It’s a tough world for accused sexual predators.
MSNBC president Phil Griffin intervened personally to put an end to disgraced journalist Mark Halperin’s rehabilitation collaboration with the hosts of Morning Joe, leaving the accused predator reportedly furious with the network’s chief.
Halperin was so upset that Griffin put the kibosh on his public relations team up with Morning Joe’s Mika Brzezinski and Joe Scarborough that the former big-shot journalist threatened the cable news chief in a recent phone call, according to the Daily Beast’s Maxwell Tani.
“The conversation earlier this year became acrimonious, with Halperin dishing up vague threats against his former boss,” Tani reports, citing “multiple sources.”
The same sources also say the phone conversation left Griffin “furious” and unlikely to take “Halperin’s calls in the future.”
Scarborough and Brzezinski tried earlier this year to collaborate with Halperin in “an online-only MSNBC broadcast analyzing the 2018 midterm elections,” the Daily Beast reports. However, as soon as network executives learned of the collaboration, they shut it down in a hot second.
“The failed scheme caused consternation within the building — ‘Everybody was going ‘WTF,’” an insider told Tani.
Griffin’s decision to bar his staff from aiding in the rehabilitation of an accused sexual predator is what reportedly led to Halperin’s angry phone call.
A victim alleges that in the late 1990s, Halperin masturbated in front of her when they were colleagues at ABC News. Another victim alleges that Halperin once “put both hands on” her arms and threw her “against the window” of a restaurant. “My head banged against the window hard, in a way I thought people inside were going to think something terrible had happened to me,” the victim recalled. There are additional allegations of unwanted kissing and groping. A few victims claim Halperin “[pressed] an erection against their bodies while he was clothed.” Some claim he even “propositioned” them. He put “his penis, on my shoulder,” one woman alleges.
Halperin’s failed attempt to leverage his relationship with the hosts of Morning Joe marks the latest in a larger strategy to weasel his way back into political journalism. He has already dipped his toes into the podcast circuit, including an appearance on SiriusXM radio host Michael Smerconish’s show, during which Halperin said of the accusations leveled against him: “I wasn’t a perfect person when I made these mistakes. I’m not a perfect person now. I’m happy to be judged by perfect people.”
Halperin has also authored a new political “insider” book, titled How to Beat Trump: America’s Top Political Strategists on What It Will Take. In writing the supposed “inside” look into D.C. politics, Halperin collaborated with 75 Democratic strategists and powerbrokers, many of whom have already apologized for helping him to try to ease his way back into political punditry.
And that is really the only good takeaway from Halperin’s efforts to snake his way back to the top: That despite being aided by complicit friends in both political and media circles, his attempts to sneak back into political journalism have proven unsuccessful.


> [What you are asked to do]:
Filter the entries for the string "plasma". Copy each line that has it.

Items from a data source
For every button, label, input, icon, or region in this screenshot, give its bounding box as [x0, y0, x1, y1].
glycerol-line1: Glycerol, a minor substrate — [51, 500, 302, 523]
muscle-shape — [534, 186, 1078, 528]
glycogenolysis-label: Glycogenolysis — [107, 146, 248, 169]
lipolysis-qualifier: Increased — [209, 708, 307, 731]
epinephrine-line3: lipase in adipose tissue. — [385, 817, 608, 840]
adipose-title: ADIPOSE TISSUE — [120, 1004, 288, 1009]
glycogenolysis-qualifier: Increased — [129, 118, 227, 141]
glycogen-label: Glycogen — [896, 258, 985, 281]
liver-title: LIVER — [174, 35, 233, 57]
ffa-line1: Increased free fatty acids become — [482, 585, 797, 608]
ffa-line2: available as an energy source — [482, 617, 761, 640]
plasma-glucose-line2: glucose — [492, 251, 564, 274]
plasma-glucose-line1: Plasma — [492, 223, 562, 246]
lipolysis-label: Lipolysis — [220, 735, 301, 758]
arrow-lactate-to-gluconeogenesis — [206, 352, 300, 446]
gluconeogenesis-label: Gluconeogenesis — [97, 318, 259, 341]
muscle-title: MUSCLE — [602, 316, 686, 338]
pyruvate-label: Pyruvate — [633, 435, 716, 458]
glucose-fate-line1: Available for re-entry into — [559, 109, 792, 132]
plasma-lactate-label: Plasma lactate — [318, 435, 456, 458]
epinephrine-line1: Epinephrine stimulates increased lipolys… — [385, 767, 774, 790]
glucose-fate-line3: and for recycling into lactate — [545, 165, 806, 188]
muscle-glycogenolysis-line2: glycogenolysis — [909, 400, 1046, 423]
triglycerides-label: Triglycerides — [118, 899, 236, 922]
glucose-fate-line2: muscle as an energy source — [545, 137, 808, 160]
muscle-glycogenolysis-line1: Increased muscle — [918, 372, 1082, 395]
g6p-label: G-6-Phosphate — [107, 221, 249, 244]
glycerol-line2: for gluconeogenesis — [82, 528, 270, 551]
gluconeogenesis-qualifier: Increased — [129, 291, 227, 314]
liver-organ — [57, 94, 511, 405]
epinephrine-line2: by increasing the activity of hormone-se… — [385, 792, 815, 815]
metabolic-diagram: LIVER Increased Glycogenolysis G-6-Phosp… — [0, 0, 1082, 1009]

* * *

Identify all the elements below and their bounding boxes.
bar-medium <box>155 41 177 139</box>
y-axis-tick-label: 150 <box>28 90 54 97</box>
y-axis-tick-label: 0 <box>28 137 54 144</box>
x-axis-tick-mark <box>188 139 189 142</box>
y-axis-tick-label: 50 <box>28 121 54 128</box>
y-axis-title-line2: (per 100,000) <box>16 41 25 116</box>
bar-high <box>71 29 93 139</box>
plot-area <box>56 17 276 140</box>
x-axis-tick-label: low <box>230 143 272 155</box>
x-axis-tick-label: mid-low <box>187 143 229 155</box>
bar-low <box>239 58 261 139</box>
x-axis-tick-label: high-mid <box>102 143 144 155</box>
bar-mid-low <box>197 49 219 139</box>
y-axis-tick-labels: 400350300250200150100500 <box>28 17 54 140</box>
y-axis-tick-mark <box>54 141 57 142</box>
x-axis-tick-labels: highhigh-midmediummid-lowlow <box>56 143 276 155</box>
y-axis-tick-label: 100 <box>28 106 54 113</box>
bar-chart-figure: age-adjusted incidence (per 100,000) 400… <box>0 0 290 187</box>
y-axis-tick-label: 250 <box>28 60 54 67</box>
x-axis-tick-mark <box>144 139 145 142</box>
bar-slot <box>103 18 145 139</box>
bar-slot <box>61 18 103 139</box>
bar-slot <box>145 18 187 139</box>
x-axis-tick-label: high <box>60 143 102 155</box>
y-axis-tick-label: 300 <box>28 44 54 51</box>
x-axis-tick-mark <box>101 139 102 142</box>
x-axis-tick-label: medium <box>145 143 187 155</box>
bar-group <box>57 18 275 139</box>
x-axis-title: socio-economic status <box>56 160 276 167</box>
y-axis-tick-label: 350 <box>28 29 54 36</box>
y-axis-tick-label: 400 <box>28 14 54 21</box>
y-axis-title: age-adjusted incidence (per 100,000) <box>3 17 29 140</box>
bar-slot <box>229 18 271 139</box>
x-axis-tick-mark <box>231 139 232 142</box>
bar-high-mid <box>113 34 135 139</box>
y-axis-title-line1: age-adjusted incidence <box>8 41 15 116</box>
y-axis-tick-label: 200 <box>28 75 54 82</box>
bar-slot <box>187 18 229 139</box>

> [Task answer]:
plasma-glucose-line2: glucose — [492, 251, 564, 274]
plasma-glucose-line1: Plasma — [492, 223, 562, 246]
plasma-lactate-label: Plasma lactate — [318, 435, 456, 458]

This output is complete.